Most AGs are purely functional, e.g., no side effects; DMS's allows side effects which complicates the notation but is pretty useful in practice. A nice example is construction of symbol tables by attribute evaluation; current-scope is passed down the tree, local-declaration blocks create new current scopes and pass them down, and individual declarations store symbol table data into the symbol table entry received from a parent.

DMS's AG compiler analyzes the attribute computations, determines how information flows across the entire tree, and then generates a parallel PARLANSE program to implement the information flow per tree node type. It can do a data flow analysis on each AG rule to determine the information flow and what has to happen first vs later vs. last. For our simple sum rule above, it should be clear that the attributes of the children have to computed before the attribute for root can be computed. It turns out that PARLANSE's partial order construction are a perfect way to encode this information, and even nicely handles the side-effects we added to AGs.

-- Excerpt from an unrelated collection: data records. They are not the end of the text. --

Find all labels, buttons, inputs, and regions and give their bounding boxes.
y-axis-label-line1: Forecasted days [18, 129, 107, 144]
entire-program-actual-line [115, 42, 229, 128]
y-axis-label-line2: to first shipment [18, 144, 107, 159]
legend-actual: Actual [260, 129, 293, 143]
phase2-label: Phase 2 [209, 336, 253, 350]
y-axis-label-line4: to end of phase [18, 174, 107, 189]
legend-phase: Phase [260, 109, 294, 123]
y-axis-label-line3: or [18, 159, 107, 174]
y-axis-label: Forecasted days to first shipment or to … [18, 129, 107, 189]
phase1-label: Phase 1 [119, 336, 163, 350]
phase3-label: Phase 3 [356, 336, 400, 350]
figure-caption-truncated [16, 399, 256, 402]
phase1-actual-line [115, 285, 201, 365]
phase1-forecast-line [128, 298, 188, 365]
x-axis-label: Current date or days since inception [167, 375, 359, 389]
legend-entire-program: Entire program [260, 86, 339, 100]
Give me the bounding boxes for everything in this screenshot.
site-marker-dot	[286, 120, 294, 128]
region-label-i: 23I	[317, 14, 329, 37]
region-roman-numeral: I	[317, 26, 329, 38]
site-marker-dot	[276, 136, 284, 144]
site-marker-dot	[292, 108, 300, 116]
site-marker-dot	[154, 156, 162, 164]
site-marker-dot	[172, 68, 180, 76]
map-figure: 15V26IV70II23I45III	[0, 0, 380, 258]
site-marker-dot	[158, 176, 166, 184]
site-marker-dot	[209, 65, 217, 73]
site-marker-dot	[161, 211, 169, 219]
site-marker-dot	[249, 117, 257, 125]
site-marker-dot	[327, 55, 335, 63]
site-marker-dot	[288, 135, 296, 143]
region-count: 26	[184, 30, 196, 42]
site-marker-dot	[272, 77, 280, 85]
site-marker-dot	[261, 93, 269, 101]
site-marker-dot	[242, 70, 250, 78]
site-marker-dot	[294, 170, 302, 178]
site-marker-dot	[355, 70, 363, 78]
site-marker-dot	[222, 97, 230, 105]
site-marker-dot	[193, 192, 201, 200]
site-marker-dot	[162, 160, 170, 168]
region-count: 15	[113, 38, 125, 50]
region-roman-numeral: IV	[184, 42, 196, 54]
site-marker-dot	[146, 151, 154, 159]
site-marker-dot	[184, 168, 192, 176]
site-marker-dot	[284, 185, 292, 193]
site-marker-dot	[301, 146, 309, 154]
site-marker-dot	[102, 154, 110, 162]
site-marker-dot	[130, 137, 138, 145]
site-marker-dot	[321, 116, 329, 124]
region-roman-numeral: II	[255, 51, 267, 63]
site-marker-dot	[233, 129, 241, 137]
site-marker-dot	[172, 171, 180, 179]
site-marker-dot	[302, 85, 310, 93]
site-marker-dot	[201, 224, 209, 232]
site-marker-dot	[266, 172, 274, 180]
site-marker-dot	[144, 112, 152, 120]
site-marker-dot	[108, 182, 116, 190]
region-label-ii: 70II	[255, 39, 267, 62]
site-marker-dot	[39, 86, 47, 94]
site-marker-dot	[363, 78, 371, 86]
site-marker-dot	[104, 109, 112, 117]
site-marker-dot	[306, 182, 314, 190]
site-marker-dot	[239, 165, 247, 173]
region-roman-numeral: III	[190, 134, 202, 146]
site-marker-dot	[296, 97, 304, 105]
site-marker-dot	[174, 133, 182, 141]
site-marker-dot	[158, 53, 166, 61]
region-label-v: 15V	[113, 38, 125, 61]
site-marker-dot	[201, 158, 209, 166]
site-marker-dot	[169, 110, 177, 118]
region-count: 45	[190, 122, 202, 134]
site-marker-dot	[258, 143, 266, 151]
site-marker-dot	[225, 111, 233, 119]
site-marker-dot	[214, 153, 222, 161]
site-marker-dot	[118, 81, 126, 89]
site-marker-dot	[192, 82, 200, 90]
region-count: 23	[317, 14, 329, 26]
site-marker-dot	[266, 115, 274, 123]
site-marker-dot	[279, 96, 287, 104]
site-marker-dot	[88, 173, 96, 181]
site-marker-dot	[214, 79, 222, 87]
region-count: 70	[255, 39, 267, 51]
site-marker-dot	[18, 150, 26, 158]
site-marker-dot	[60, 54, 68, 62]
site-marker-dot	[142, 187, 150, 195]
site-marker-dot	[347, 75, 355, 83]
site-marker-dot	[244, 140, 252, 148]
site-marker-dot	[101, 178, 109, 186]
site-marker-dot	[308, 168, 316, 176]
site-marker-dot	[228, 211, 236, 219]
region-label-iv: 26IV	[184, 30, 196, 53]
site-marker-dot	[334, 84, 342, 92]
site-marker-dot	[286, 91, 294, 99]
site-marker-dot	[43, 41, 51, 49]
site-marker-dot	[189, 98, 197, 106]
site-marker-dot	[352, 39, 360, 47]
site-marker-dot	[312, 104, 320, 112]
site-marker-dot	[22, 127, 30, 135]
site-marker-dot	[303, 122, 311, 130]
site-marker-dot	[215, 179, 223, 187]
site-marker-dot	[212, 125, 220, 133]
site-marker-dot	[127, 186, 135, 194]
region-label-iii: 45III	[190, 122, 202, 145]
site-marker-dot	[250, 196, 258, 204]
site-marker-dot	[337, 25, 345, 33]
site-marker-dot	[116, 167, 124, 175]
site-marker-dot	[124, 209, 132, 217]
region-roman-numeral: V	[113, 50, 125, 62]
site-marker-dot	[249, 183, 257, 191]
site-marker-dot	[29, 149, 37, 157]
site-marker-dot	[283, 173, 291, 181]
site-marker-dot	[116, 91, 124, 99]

The result is that DMS compiles an AG specification into a highly parallel PARLANSE program. Our C++ front end name/type resolver is implemented as about 150K lines of DMS AG (yes, it takes that much to describe how C++ type information is used), which compiles to some 700K SLOC of parallel PARLANSE code. And it works (and runs in parallel in x86 multicore machines) without any thought or debugging, and it seems to scale nicely.